One other thing that I didn’t include in the last post, which was about distinguishing smart people from crazy people. It’s kinda relevant but kinda tangential.
In online engineering spaces, you’ll run into a lot of takes that aren’t heterodox at all, but people certainly think they are. They happen to be really defensible.
Design patterns are pretty trash.
Regexes are never the right answer.
Data-Oriented Design is better than Object-Oriented Programming.
C++ is overcomplicated.
The imaginary person who disagrees is someone in the workplace or someone who works for a college. I’ll admit that sure, some of the opposed takes (“C++ is great,” “design patterns rock”) have a little cachet there.
There are also online spaces with a pretty hardcore, “get good” attitude which seem to try to peer pressure people into using technologies that will make them miserable, and some of the opposed takes are popular there. A lot of people with Linus-y attitudes will try to judo you into doing all your game dev in C++ — ignoring that Linus Torvalds hates C++.
(Generally, malicious people who have a lot of C++ experience seem to like getting newbies using C++ so they can flaunt their status and berate the newbies for not knowing what they’re doing.)
But we’re not in those spaces, mostly. We’re in mostly supportive and extremely Full Stack Web Developer-y spaces, like Twitter and Hacker News. In those spaces, most people are not defending design patterns or C++, and they will speak out in a mealymouthed way against overuse of regex and OOP. (Likely they’ll give a little bit of lip service to functional programming without ever having used a functional programming language.)
Your best shot at figuring out if someone holds the anti-strawman, faux-contrarian takes I originally listed is to find out how much they know about the hard part of the relevant problem:
- ask about obscure design patterns like Flyweight. (Or anything other than Factory)
- ask about DFAs, or broadly, the performance of regex alternatives
- ask them about ECS, then ask what representation of Component they like
- ask them for an original, short, syntactically-correct example of a C++ problem (or ask them to explain C++ casts)
You can also ask:
- have you used C++ in production?
- do you use regexes?
(The answers to these two questions will be highly incriminating for opposite reasons. They are, respectively: “obviously, no” and “obviously, yes.”)
The underlying idea here: saying “X is shit” is pretty easy for people to get away with because they’re not really making an assertion you have to demonstrate.
If you want to figure out who the sharp ones are, you want to bait them into making and then proving specific claims. The crazy ones and the ones who are just trying to make a name for themselves will fail and recuse themselves, respectively — although there’s some overlap between the groups.
After you’ve done that, you have another good shot, which is to say: “Why are you talking about that? No one was talking about that before you came in here.” Chances are, if you feel like someone changed the topic just to beef about something they feel knowledgeable about, you are correct.
Whether they’re doing it to mislead you is a completely separate topic, but you can gather a little evidence by looking at how they react to a meek request for clarification.
As for whether it’s bad for people to do this — well, I think it’s a strong sign that people are young, and they’ll grow out of it. But I think fake expertise is pretty much always bad, and I think a subset of the people who believe this stuff will sink into it pretty hard later.
That subset? Well, I think people who are not that good at something usually reach a phase where they think having right opinions about the thing means they’re competent, which is wrong — you have to look at results for that.
If all you care about is being right, though — well, these are issues where it’s really easy to be right without knowing anything! And that’s easy. So you’re likely to keep pursuing that, and you’re likely to spend energy you could have spent developing real knowledge, like a hummingbird that’s addicted to saccharine and just gets leaner.
It’s not like it’s my place to shake those people loose, but I do try to avoid them.
One other note: you’ll often see people refuse to state a stance on these issues. Not stating an opinion on an issue you know nothing about is a soft tell for competence, but if someone’s a neutral bystander on every issue, including issues they have a strong reason to have an opinion about, consider that they might be doing it as a social strategy.
For instance, a friend of mine is the author of a C++ compiler and rarely unsolicitedly opines on C++ — except when he’s alone, because when he’s alone he’s extremely critical of it. In rooms where other people start it, he’s willing to be the C++ apologist or the C++ critic depending which way the wind is blowing. I think that’s a little cynical but I kind of respect it.
By the way — I believe these tendencies exist in other professions, but it takes deeper field-specific knowledge to sniff out this kind of person so I can only provide test statements for programmers.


▶ **Exercise aim**
A faithful transcript of every entry is required; pictures do not belong in it.

▶ **Input records**
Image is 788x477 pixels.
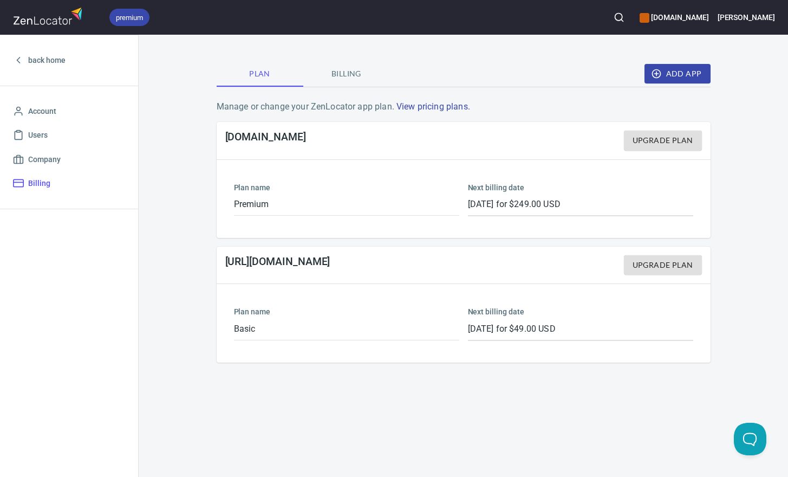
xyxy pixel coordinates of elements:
[28,105,56,118] span: Account
[468,306,693,317] h6: Next billing date
[310,67,384,81] span: Billing
[468,322,693,335] p: [DATE] for $49.00 USD
[225,255,330,275] h4: [URL][DOMAIN_NAME]
[640,13,650,23] button: color-CE600E
[645,64,711,84] button: Add App
[397,101,470,112] a: View pricing plans.
[234,198,459,211] p: Premium
[9,123,129,147] a: Users
[234,322,459,335] p: Basic
[640,5,709,29] div: Manage your apps
[9,171,129,196] a: Billing
[640,11,709,23] h6: [DOMAIN_NAME]
[28,153,61,166] span: Company
[13,4,86,28] img: zenlocator
[234,181,459,193] h6: Plan name
[624,255,702,275] button: Upgrade Plan
[653,67,702,81] span: Add App
[223,67,297,81] span: Plan
[633,258,693,272] span: Upgrade Plan
[28,128,48,142] span: Users
[234,306,459,317] h6: Plan name
[9,99,129,124] a: Account
[633,134,693,147] span: Upgrade Plan
[217,100,711,113] p: Manage or change your ZenLocator app plan.
[28,54,66,67] span: back home
[624,131,702,151] button: Upgrade Plan
[28,177,50,190] span: Billing
[468,198,693,211] p: [DATE] for $249.00 USD
[109,12,150,23] span: premium
[225,131,306,151] h4: [DOMAIN_NAME]
[734,423,767,455] iframe: Help Scout Beacon - Open
[718,5,775,29] button: [PERSON_NAME]
[9,147,129,172] a: Company
[9,48,129,73] a: back home
[718,11,775,23] h6: [PERSON_NAME]
[468,181,693,193] h6: Next billing date
[109,9,150,26] div: premium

▶ **Answer to the exercise**
Image is 788x477 pixels.
xyxy pixel coordinates of elements:
[28,105,56,118] span: Account
[468,306,693,317] h6: Next billing date
[310,67,384,81] span: Billing
[468,322,693,335] p: [DATE] for $49.00 USD
[225,255,330,275] h4: [URL][DOMAIN_NAME]
[640,13,650,23] button: color-CE600E
[645,64,711,84] button: Add App
[397,101,470,112] a: View pricing plans.
[234,198,459,211] p: Premium
[9,123,129,147] a: Users
[234,322,459,335] p: Basic
[640,5,709,29] div: Manage your apps
[9,171,129,196] a: Billing
[640,11,709,23] h6: [DOMAIN_NAME]
[28,153,61,166] span: Company
[13,4,86,28] img: zenlocator
[234,181,459,193] h6: Plan name
[624,255,702,275] button: Upgrade Plan
[653,67,702,81] span: Add App
[223,67,297,81] span: Plan
[633,258,693,272] span: Upgrade Plan
[28,128,48,142] span: Users
[234,306,459,317] h6: Plan name
[9,99,129,124] a: Account
[633,134,693,147] span: Upgrade Plan
[217,100,711,113] p: Manage or change your ZenLocator app plan.
[28,54,66,67] span: back home
[624,131,702,151] button: Upgrade Plan
[28,177,50,190] span: Billing
[468,198,693,211] p: [DATE] for $249.00 USD
[109,12,150,23] span: premium
[225,131,306,151] h4: [DOMAIN_NAME]
[734,423,767,455] iframe: Help Scout Beacon - Open
[718,5,775,29] button: [PERSON_NAME]
[9,147,129,172] a: Company
[9,48,129,73] a: back home
[718,11,775,23] h6: [PERSON_NAME]
[468,181,693,193] h6: Next billing date
[109,9,150,26] div: premium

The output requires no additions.